Health and Safety
See also: Wireless electronic devices and healthDECT is a microwave technology, with science similar to mobile phones, baby monitors, Wi-Fi, and other cordless telephone technologies. As with all such technologies, consensus is that there are negligible health effects from very low levels of microwave radiation. Most studies have been unable to demonstrate any link to health effects, or have been inconclusive. Nevertheless, there has been persistent controversy over their health safety, and some national and international agencies have made specific recommendations about exposure.
Read more about this topic: DECT Standard Cipher
Famous quotes containing the words health and, health and/or safety:
“I am astonished at the singular pertinacity and endurance of our lives. The miracle is, that what is is, when it is so difficult, if not impossible, for anything else to be; that we walk on in our particular paths so far, before we fall on death and fate, merely because we must walk in some path; that every man can get a living, and so few can do anything more.
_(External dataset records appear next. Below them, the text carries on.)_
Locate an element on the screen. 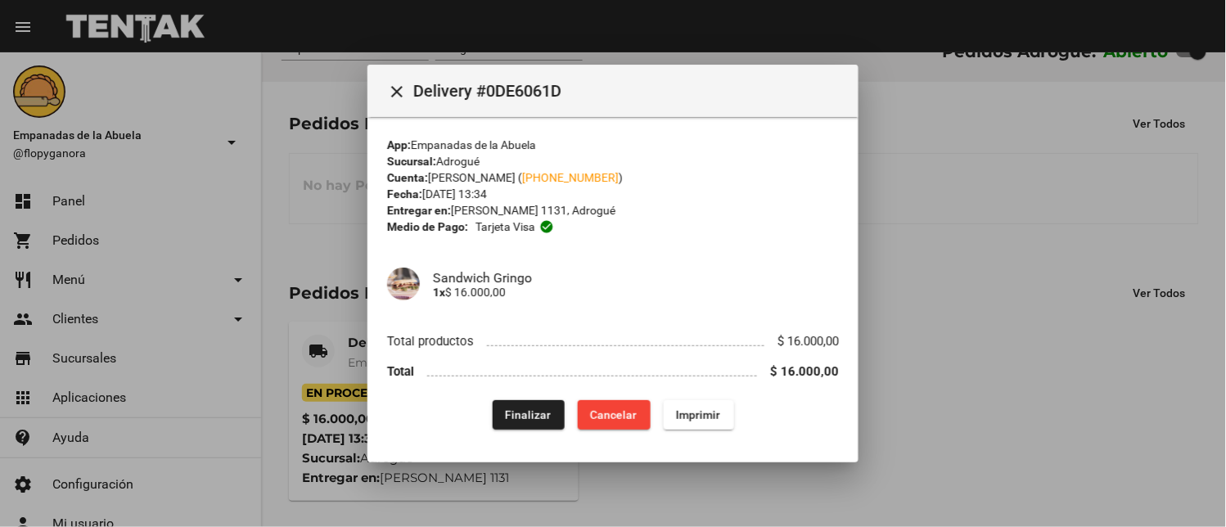  strong: Fecha: is located at coordinates (404, 194).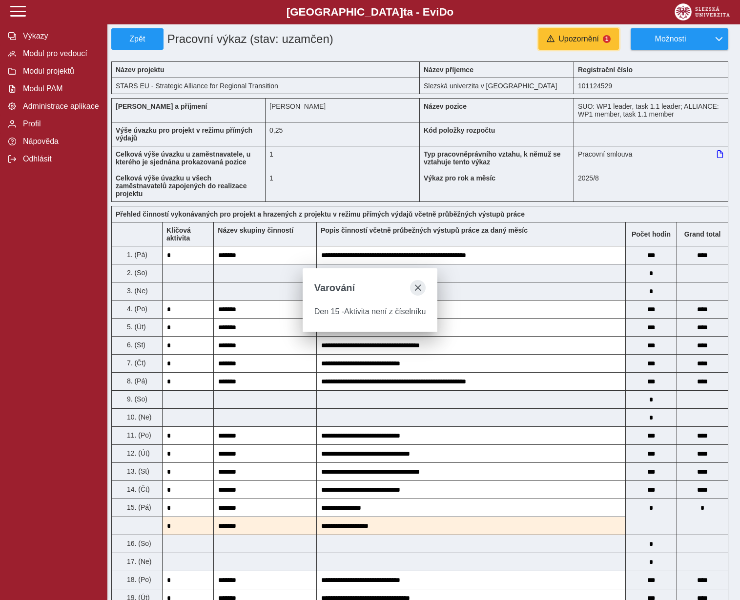  I want to click on div: 2 h / den. 10 h / týden., so click(343, 134).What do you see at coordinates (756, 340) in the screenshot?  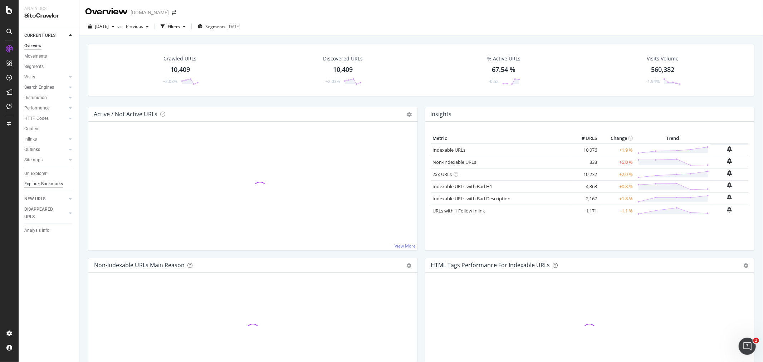 I see `span: 1` at bounding box center [756, 340].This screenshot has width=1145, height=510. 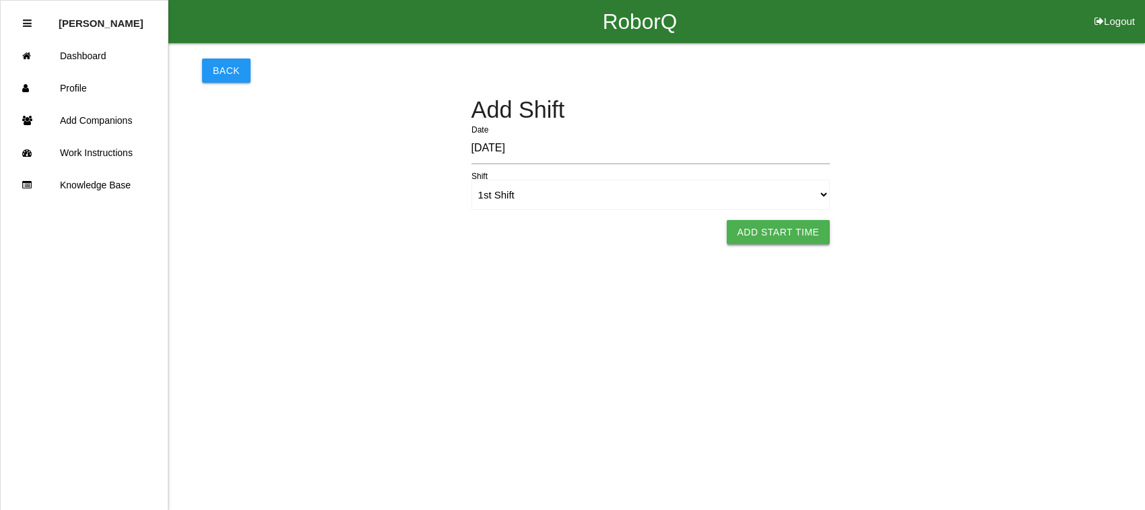 What do you see at coordinates (84, 88) in the screenshot?
I see `a: Profile` at bounding box center [84, 88]. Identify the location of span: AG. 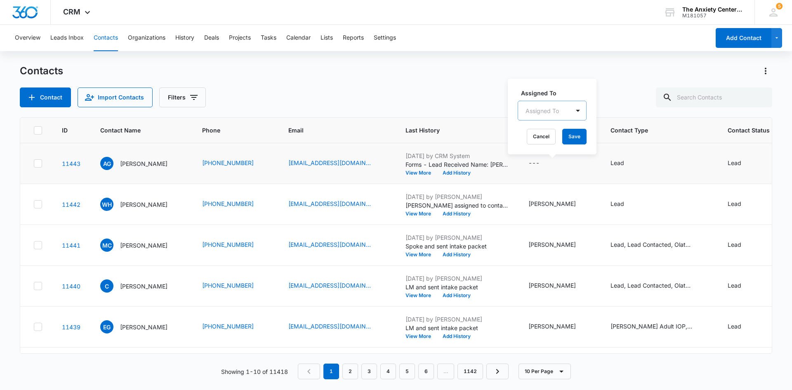
(107, 163).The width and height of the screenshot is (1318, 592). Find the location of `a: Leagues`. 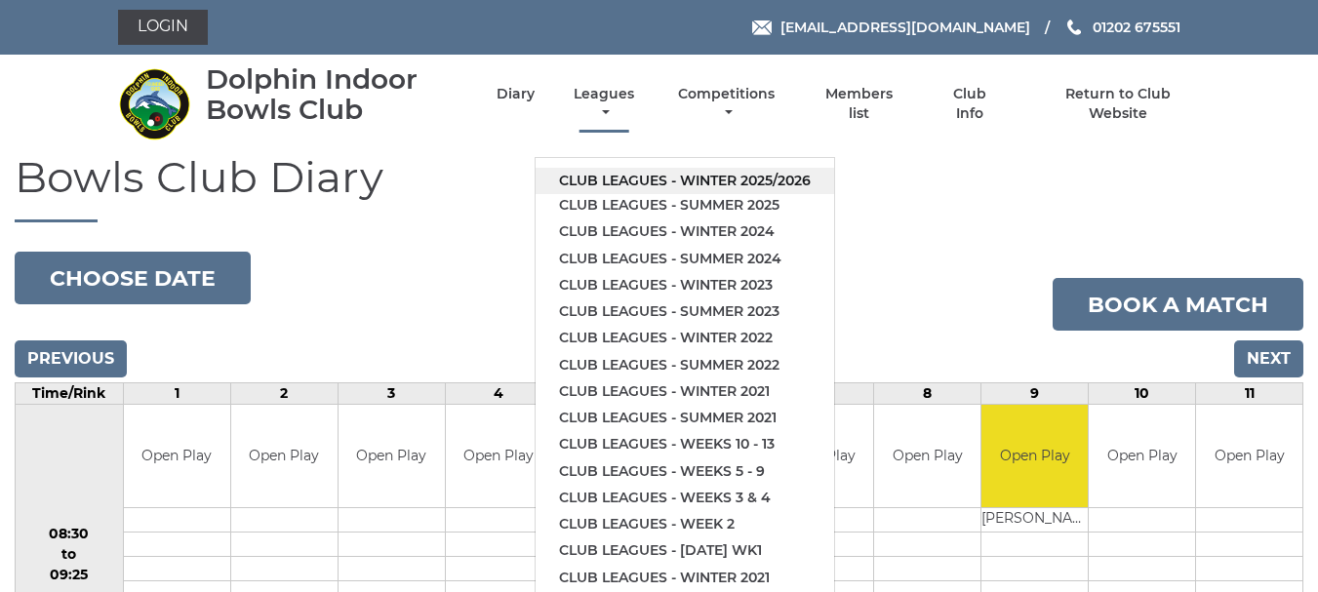

a: Leagues is located at coordinates (604, 103).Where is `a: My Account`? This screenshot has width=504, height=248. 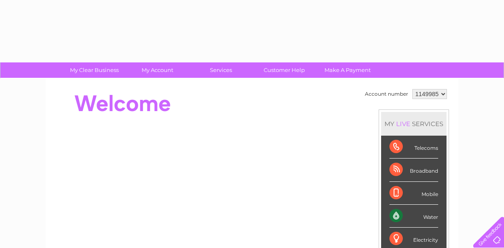
a: My Account is located at coordinates (157, 70).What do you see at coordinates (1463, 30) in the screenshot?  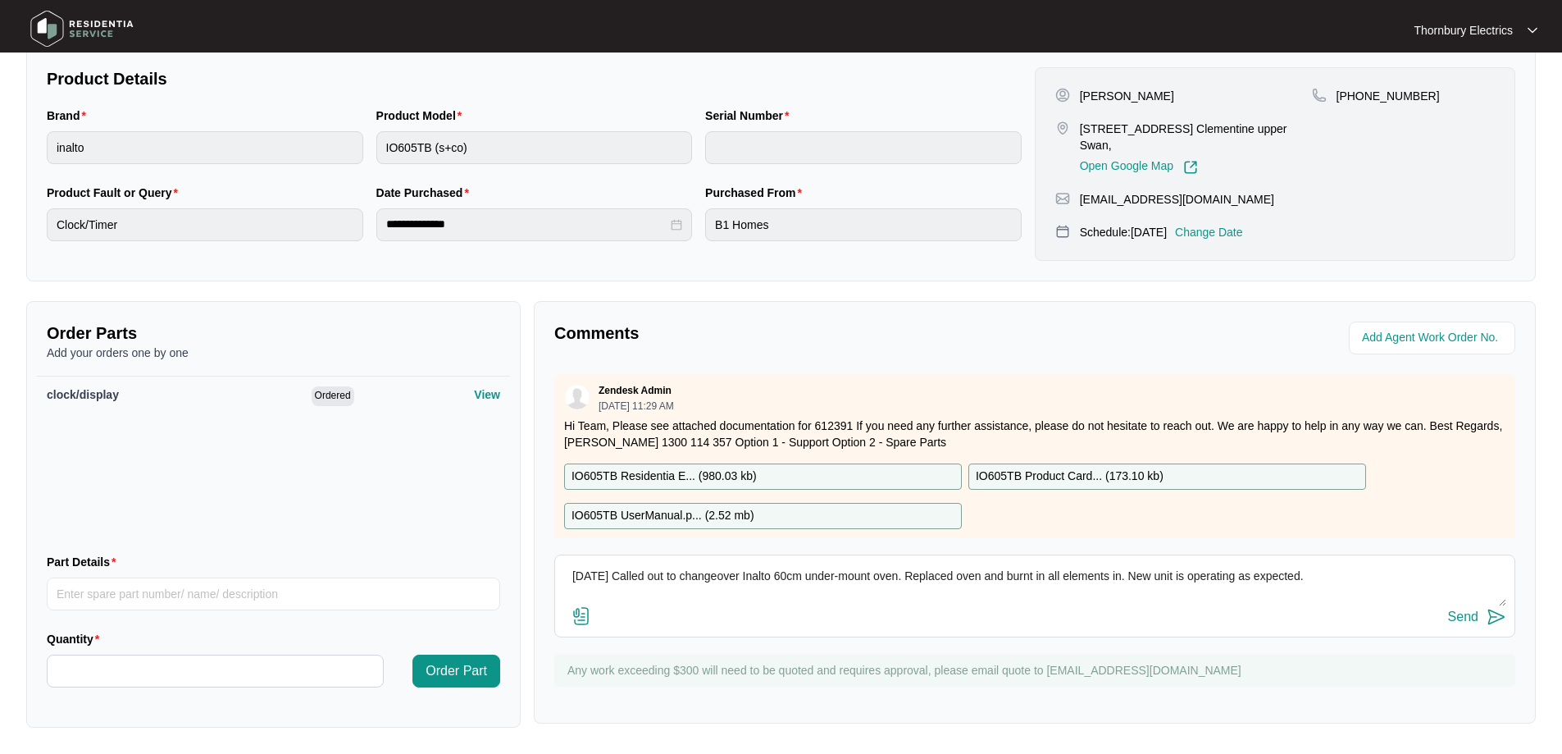 I see `p: Thornbury Electrics` at bounding box center [1463, 30]. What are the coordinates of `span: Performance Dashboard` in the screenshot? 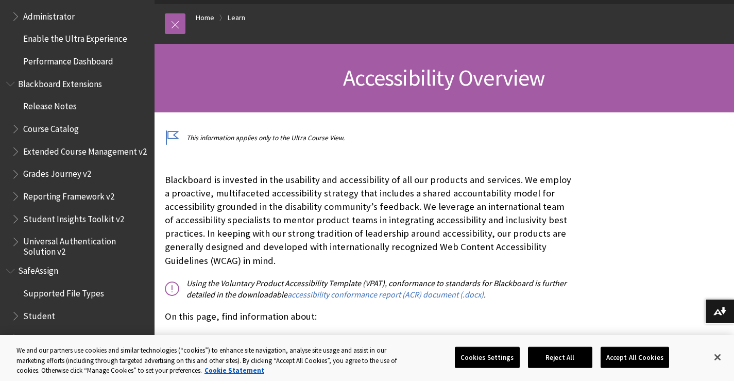 It's located at (68, 59). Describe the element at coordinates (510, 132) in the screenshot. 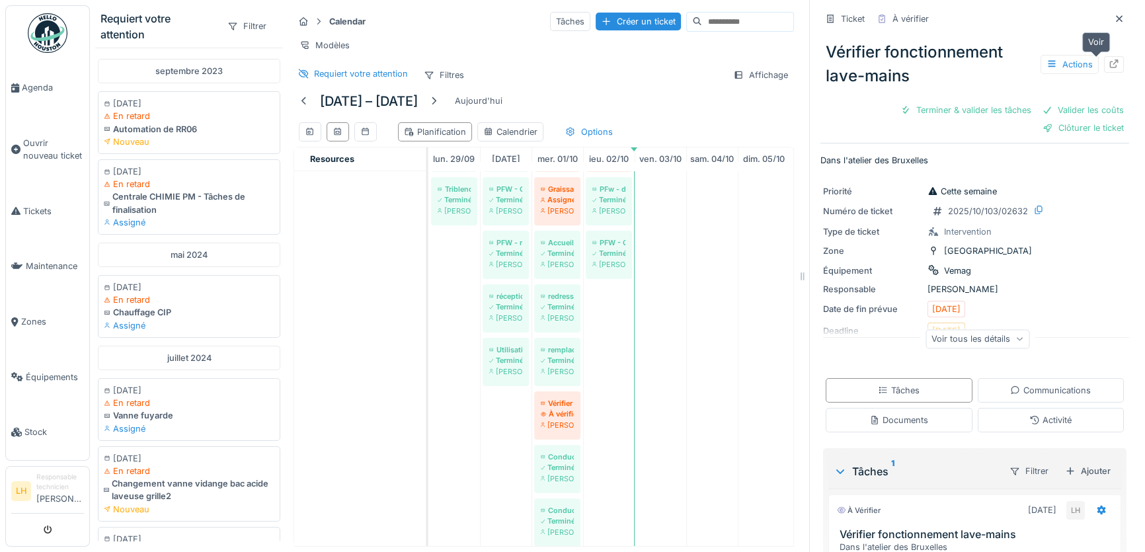

I see `div: Calendrier` at that location.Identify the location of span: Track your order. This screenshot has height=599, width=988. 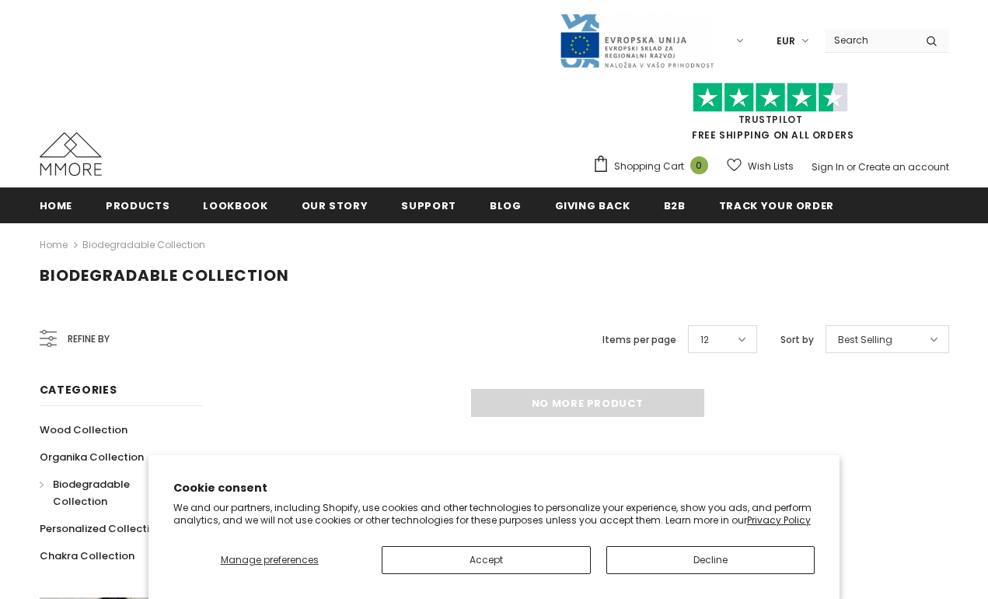
(777, 205).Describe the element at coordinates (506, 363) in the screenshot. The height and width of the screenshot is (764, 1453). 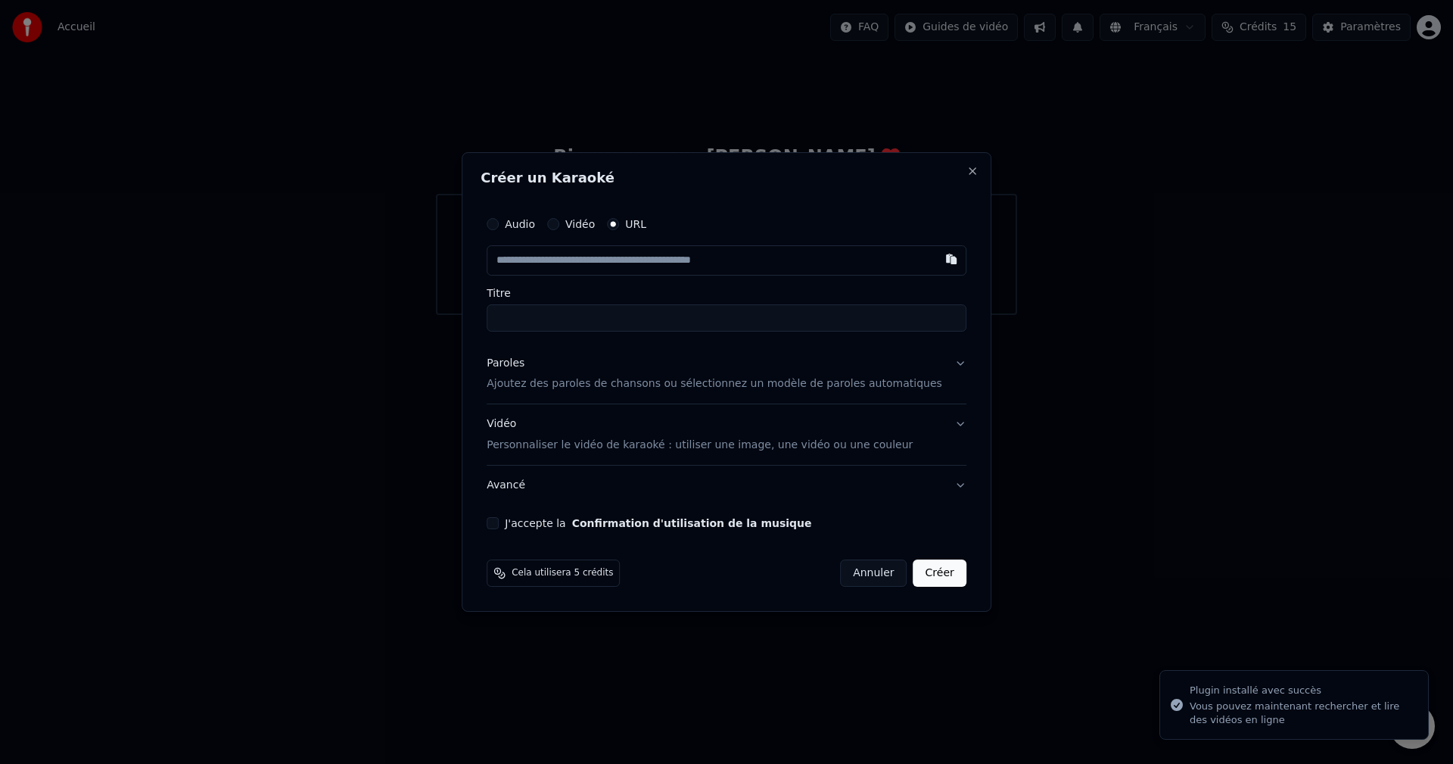
I see `div: Paroles` at that location. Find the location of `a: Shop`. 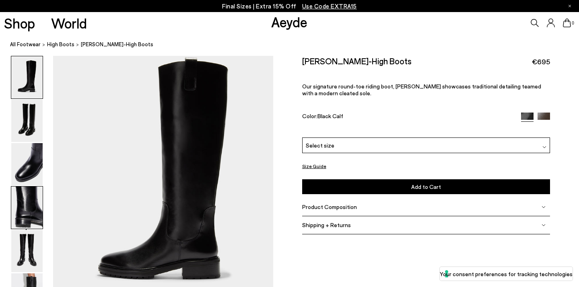

a: Shop is located at coordinates (19, 23).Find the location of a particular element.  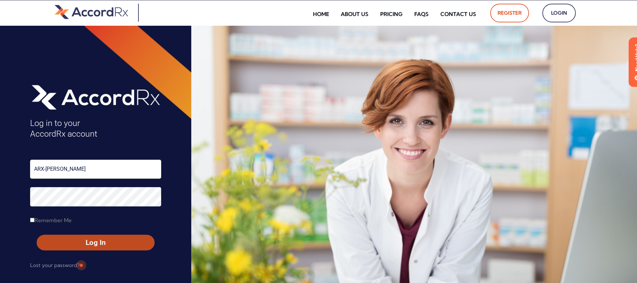

a: Register is located at coordinates (510, 13).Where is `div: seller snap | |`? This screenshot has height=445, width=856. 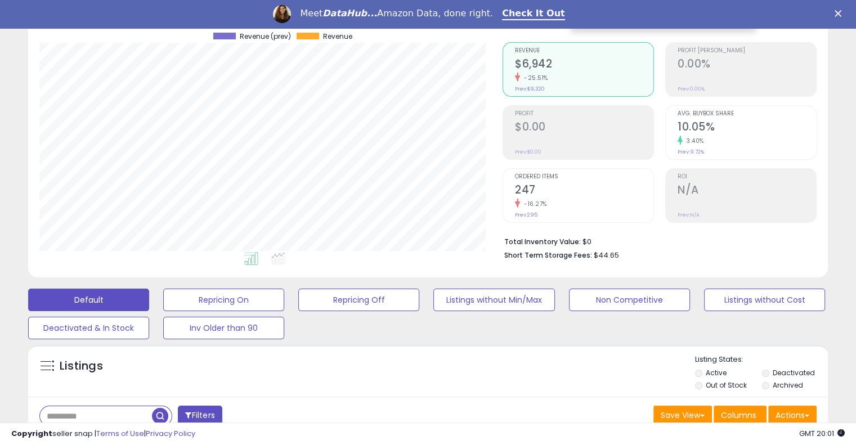 div: seller snap | | is located at coordinates (103, 434).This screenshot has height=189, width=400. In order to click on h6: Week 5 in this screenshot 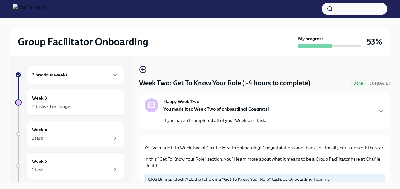, I will do `click(40, 161)`. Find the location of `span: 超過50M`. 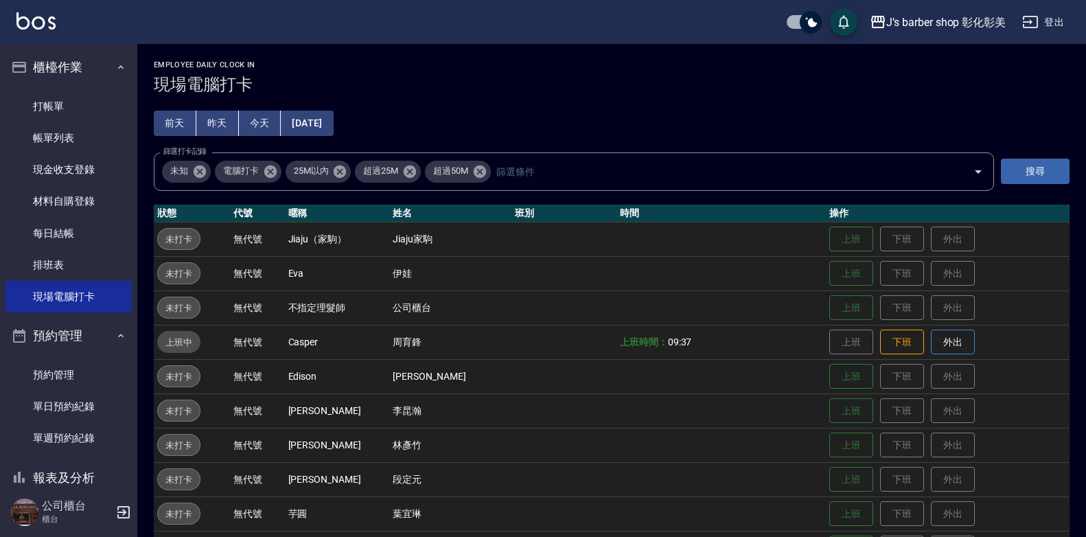

span: 超過50M is located at coordinates (450, 171).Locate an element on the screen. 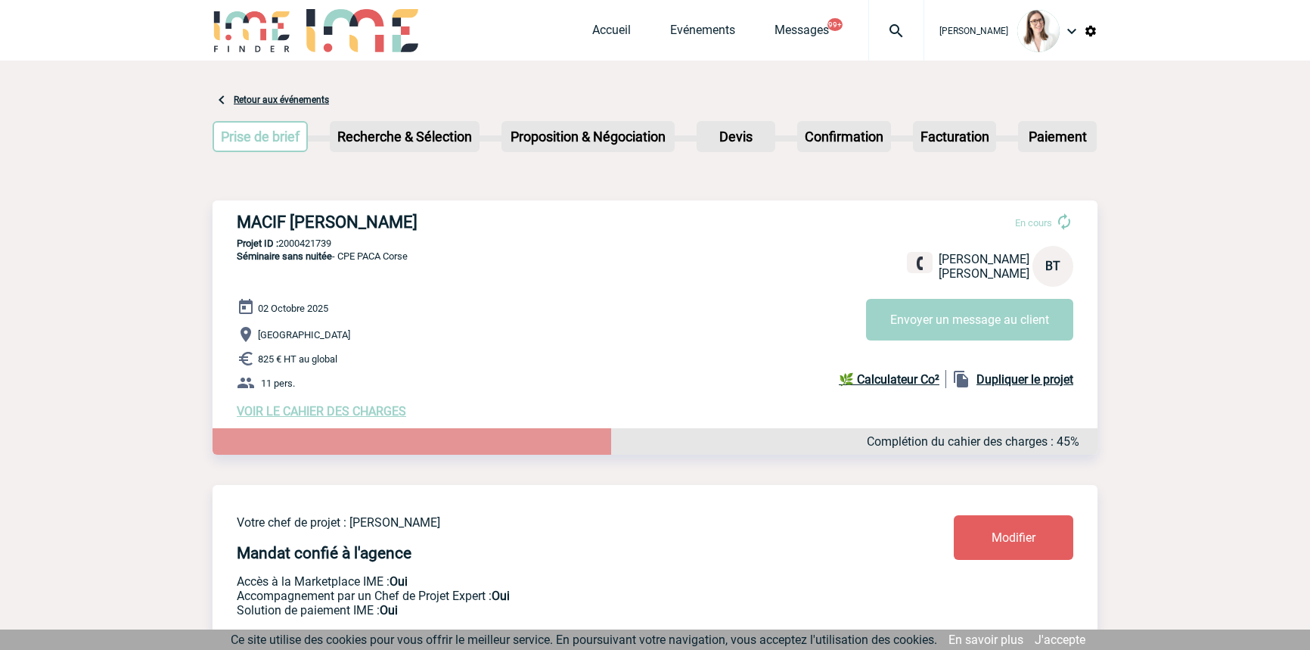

So much only can I accomplish ere health and strength are gone, and yet this suffices.”
—Henry David Thoreau (18171862)
“To get time for civic work, for exercise, for neighborhood projects, reading or meditation, or just plain time to themselves, mothers need to hold out against the fairly recent but surprisingly entrenched myth that good mothers are constantly with their children. They will have to speak out at last about the demoralizing effect of spending day after day with small children, no matter how much they love them.”
—Wendy Coppedge Sanford. Ourselves and Our Children, by Boston Womens Health Book Collective, introduction (1978)
“If we can find a principle to guide us in the handling of the child between nine and eighteen months, we can see that we need to allow enough opportunity for handling and investigation of objects to further intellectual development and just enough restriction required for family harmony and for the safety of the child.”